TLS 0.89% $3.90 telstra group limited

Another Mobile Outage, page-16

  1. AOF
    2,144 Posts.
    lightbulb Created with Sketch. 720
    'ywolf' said: "which 3rd world has mobile outages like us?"

    Indeed, you might ask, which "3rd world country"...??

    Almost fifty years ago now, whilst working for the PMG I was involved in the then Phase 7 project of installing ABC Television Transmitting sites throughout all of the regional and far remote areas of Queensland. The prime RF and TV equipment contractor for the project was NEC and we were working alongside their company's own Engineering staff brought out here on secondment from Japan to do the final commissioning of each site into full operation and on one occasion I can remember asking one of their Engineers what he thought about being temporarily posted out here and working in Australia.

    He paused for quite awhile and thought deeply about my question before he answered, and then finally, he said, and I now Quote: "Mmmmm, no problem, we are quite accustomed to working in 3rd world and undeveloped countries." End-Quote.

    I remember being quite shocked by his answer to my 'naive' question, because it had never even entered my then young head that Australia could even be thought of in such terms as he had just used to "so diplomatically describe it" but now with the benefit of far older and wiser eyes I realize that to him, as a very well educated and then already very experienced world traveler, suddenly finding himself relocated from Tokyo, to working instead in the remote far Western Queensland of the 1970's, where nearly every "road" on the map was in fact, simply "a graded dirt track" must have truly seemed to him like being literally outposted to the arce-end of the planet.

    Skip forward to 1982 and Telstra had by then commenced operation of their DDN (Dedicated Digital Network) which was engineered from the outset to provide its business customers, even back then, with 99.95% reliable continuous availability of service via its use of automated and instantaneous switching of customer's traffic onto geographically diverse alternate path trunking upon the advent of any network failure which affected the primary traffic paths.

    Recently repeated mass failures of Telstra's Mobile phone network which has yet again culminated in the failure of public access to the 000 Emergency Services network would seemingly indicate that 37 years later, there has been a very worrying failure of the many years of prior excellence in Telstra's network engineering design standards, and the previously normal subsequent, and very rigorously applied follow on operational network stress-testing to prove reliability and survivability of the network under simulated failure conditions.

    With all of the advances made in the past now almost four decades in both technology and equipment hardware reliability, the reality today is that there is now simply no excuse at all, that is in any way acceptable from the company's CEO Andrew Penn, that can be used to "explain away" the failure of public access to such a critically important national Emergency Service as 000.

    It seems very obvious, at least to me, that it's now time that our Federal Government's Communications Minister hauled Telstra CEO Andrew Penn in for a "very pointed discussion" indeed, about the absolutely critical nature of our national Telecommunications networks to our nation's everyday functioning, and made absolutely no bones at all, about telling him to spend far less time on "corporate spin and apologizing" for his company's increasingly repeated network failures, and far, far, more time ensuring that they simply don't ever happen, at all, in the first place.

    However, with the commercial realities of increasing competition, diminishing market share and relentless pressure to cut costs, I really don't hold out much hope that Mr Penn will the one to actually pull that off.
 
watchlist Created with Sketch. Add TLS (ASX) to my watchlist
(20min delay)
Last
$3.90
Change
-0.035(0.89%)
Mkt cap ! $45.00B
Open High Low Value Volume
$3.89 $3.91 $3.87 $20.59M 5.293M

Buyers (Bids)

No. Vol. Price($)
48 174072 $3.89
 

Sellers (Offers)

Price($) Vol. No.
$3.90 506898 63
View Market Depth
Last trade - 11.02am 09/09/2024 (20 minute delay) ?
TLS (ASX) Chart
arrow-down-2 Created with Sketch. arrow-down-2 Created with Sketch.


* _Directions_
Please copy out all lines of the entries that contain the word "Image".

* _Task data_
-------

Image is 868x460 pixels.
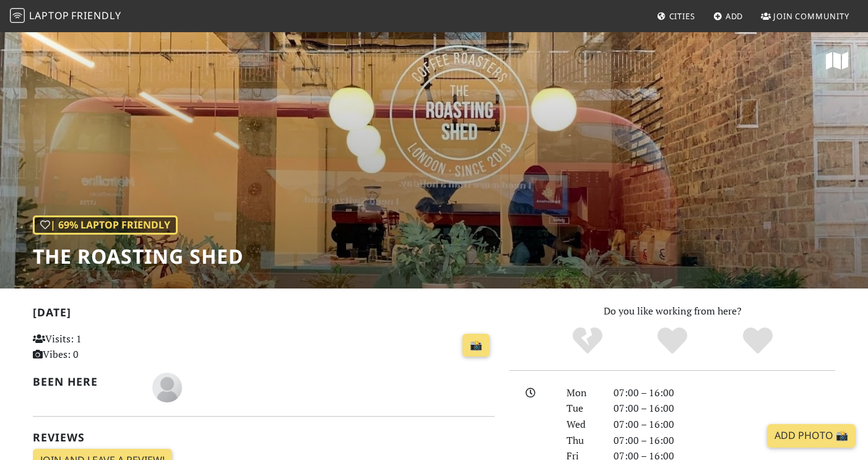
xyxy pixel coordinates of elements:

-------

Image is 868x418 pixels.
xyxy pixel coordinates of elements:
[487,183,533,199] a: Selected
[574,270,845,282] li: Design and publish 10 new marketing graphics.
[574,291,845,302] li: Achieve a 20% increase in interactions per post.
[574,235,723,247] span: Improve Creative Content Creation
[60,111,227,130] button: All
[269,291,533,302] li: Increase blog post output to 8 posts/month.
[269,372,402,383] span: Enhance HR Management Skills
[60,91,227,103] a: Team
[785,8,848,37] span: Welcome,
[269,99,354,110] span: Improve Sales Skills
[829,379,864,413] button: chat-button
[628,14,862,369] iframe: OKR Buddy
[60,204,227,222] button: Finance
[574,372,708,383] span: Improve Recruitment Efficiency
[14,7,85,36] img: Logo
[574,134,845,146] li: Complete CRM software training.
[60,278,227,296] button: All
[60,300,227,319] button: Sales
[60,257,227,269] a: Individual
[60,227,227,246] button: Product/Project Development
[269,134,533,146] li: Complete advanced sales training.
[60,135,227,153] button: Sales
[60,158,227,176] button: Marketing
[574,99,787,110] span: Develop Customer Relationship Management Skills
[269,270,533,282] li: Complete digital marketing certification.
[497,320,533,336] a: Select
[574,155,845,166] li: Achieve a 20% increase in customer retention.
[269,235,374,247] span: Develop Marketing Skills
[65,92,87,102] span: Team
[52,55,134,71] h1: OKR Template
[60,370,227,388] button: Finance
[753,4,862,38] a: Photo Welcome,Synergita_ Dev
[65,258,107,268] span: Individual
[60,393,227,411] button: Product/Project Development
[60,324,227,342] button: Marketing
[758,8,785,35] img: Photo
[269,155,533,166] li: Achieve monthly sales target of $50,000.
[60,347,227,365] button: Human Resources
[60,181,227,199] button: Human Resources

-------

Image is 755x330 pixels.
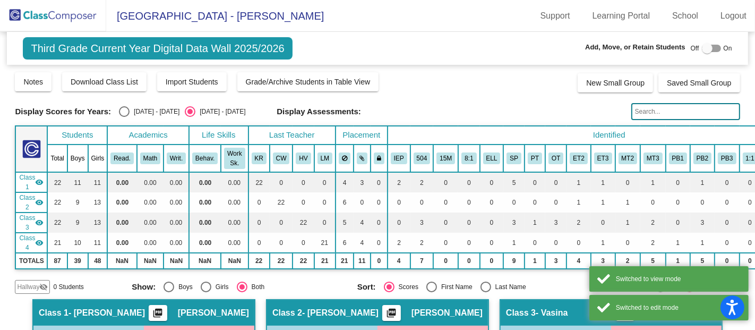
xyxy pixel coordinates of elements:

-------

* _Response area_
Image is 868x460 pixels.
Image is 868x418 pixels.
Image is 755x330 pixels.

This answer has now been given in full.